I have two sampler arrays in my fragment shader:
uniform sampler2D shadowMaps[12];
uniform samplerCubeShadow shadowMapsCube[12];
This works fine on my pc with opengl 4.2, however on my laptop (opengl 3.1) I'm getting the error 'array size too big'.
If I set it to 8, it works fine. Arrays of other types can be far larger however, and I can add more sampler arrays with a max size of 8 without a problem. So, how is this limit determined?
After lowering the array size to 8 the compilation works, but the linking fails silently (The log is empty and glGetError() returns 0).
If I declare each sampler individually (uniform sampler2D shadowMap1;uniform sampler2D shadowMap2; etc.), neither of these errors occur.

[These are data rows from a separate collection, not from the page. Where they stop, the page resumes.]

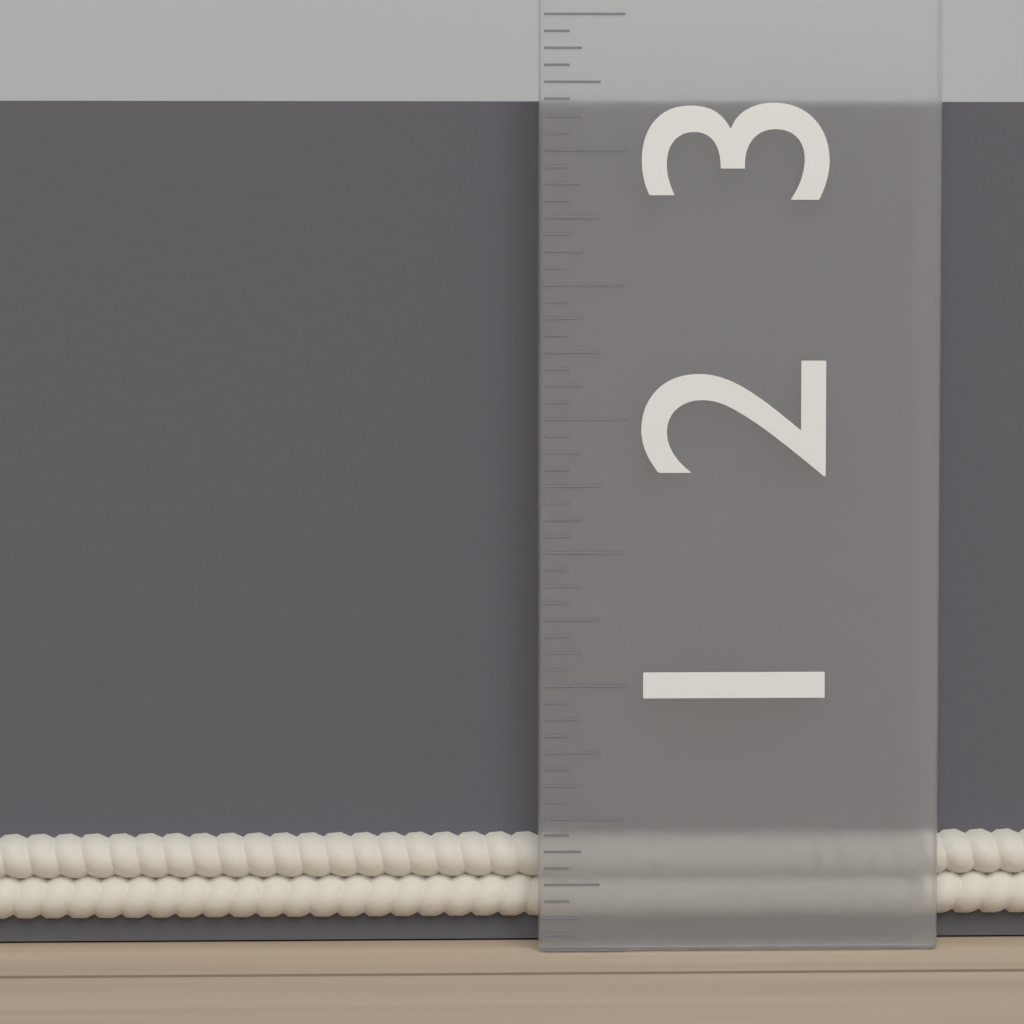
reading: 3.1875 in
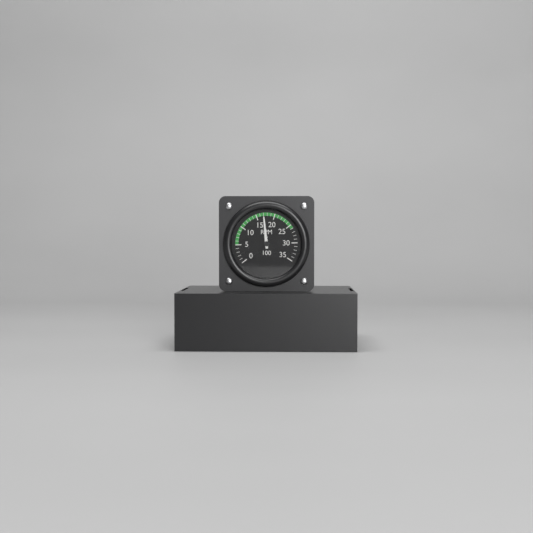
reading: 17 RPM x 100
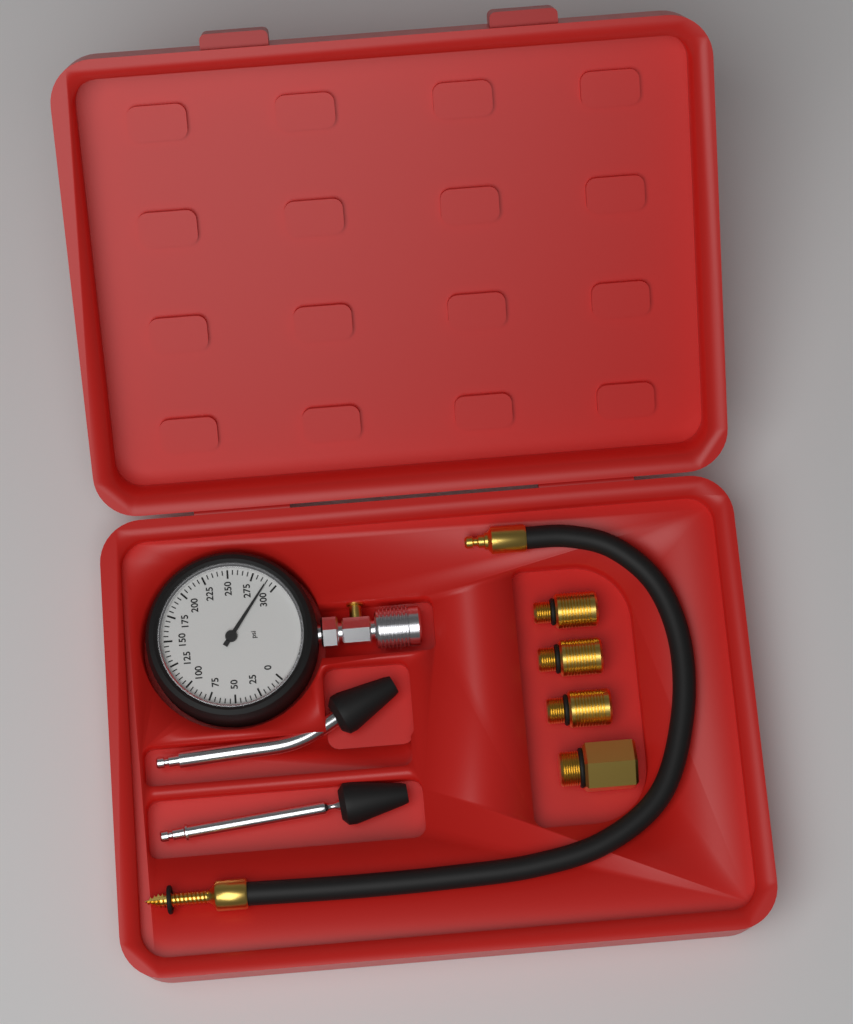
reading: 290 psi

A sampler is a set of GLSL variable types. Variables of one of the sampler types must be uniforms or as function parameters. Each sampler in a program represents a single texture of a particular texture type. The type of the sampler corresponds to the type of the texture that can be used by that sampler.
Available only in the fragment language, gl_FragCoord is an input variable that contains the window relative coordinate (x, y, z, 1/w) values for the fragment. If multi-sampling, this value can be for any location within the pixel, or one of the fragment samples.
An Array Texture is a Texture where each mipmap level contains an array of images of the same size. Array textures may have Mipmaps, but each mipmap in the texture has the same number of levels. The domain of the images in the array depend on the array texture's specific type.
Texture sampling is the process of reading textures through the GPU. Graphics Hardware embeds a set of texture units that are able to read texture pixels directly or sample these textures using different algorithms.
You have to take two things into account.
First, bear in mind that depending on your OpenGL version, accessing to samplers array using variables inside loops is not permited. See: https://stackoverflow.com/a/12031821/988027
Secondly, quoting from the OpenGL wiki page, there are a maximum amount of texture units you can use at the same time:
OpenGL contexts have a maximum number of texture image units, queriable from the constant GL_MAX_COMBINED_TEXTURE_IMAGE_UNITS.
Probably, this answer will help you. Particularly, have a look at the shader resource limitations.